Here is the description in The Silkworm:Established in 1890, the Club has occupied the same house in Old Church Street since 1902. As well as painters, sculptors, designers, photographers and architects the Club numbers film makers, poets, writers, dancers, actors and musicians amongst its Members.
The Club’s parties are legendary.
Mobile phones are banned.
There is no dress code.
By the light of the old-fashioned streetlamp the cartoonish murals covering the front of the Chelsea Arts Club were strangely eerie. Circus freaks had been painted on the rainbow-stippled walls of a long low line of ordinarily white houses knocked into one: a four-legged blonde girl, an elephant eating its keeper, an etiolated contortionist in prison stripes whose head appeared to be disappearing up his own anus.

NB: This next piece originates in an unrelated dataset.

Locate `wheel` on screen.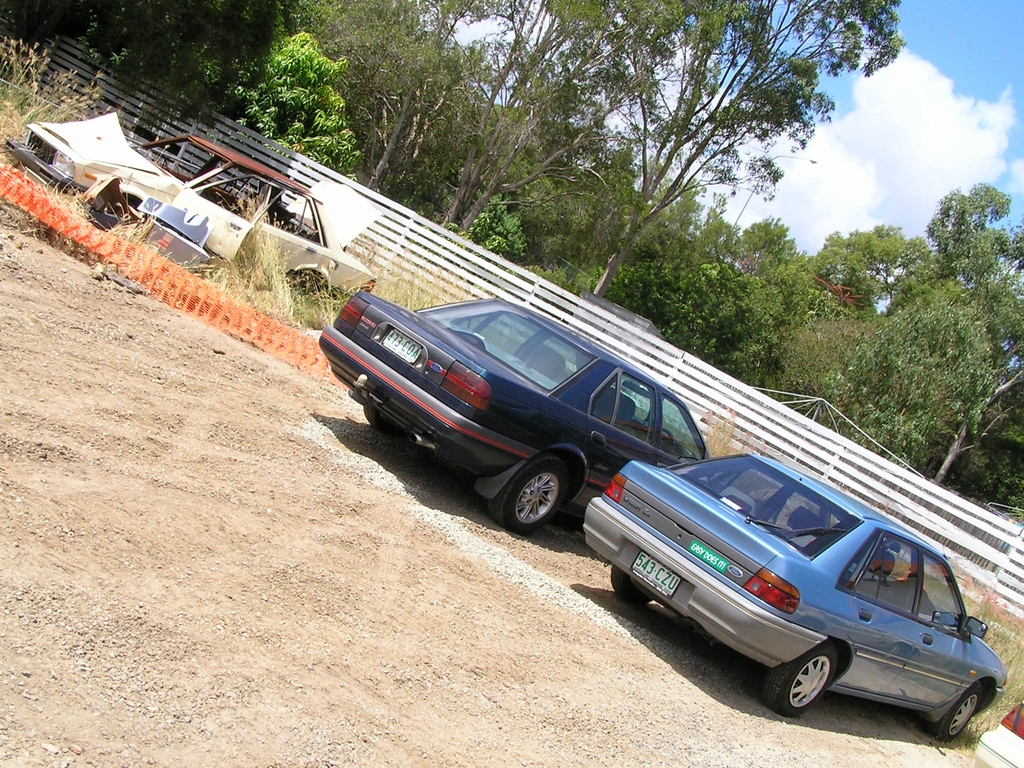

The club stood in a leafy, sleepy and genteel street, quiet with the snow that had returned with a vengeance, falling fast and mounting over roofs and pavements. . . . All through Thursday the blizzard had grown thicker and now, viewed through a rippling lamplit curtain of ice flakes, the old club in its fresh pastel colors appeared strangely insubstantial, pasteboard scenery, a trompe l'œil marquee.
All of which got me curious: does this club really exist? (Obviously, yes.) And was the described mural a permanent feature? No, not exactly: apparently the mural is constantly redone. I found a nice sampling of some of them—beginning, though, with the club's unadorned self. (Except: what's with that brown door? See if you can spot it again, a little further down.)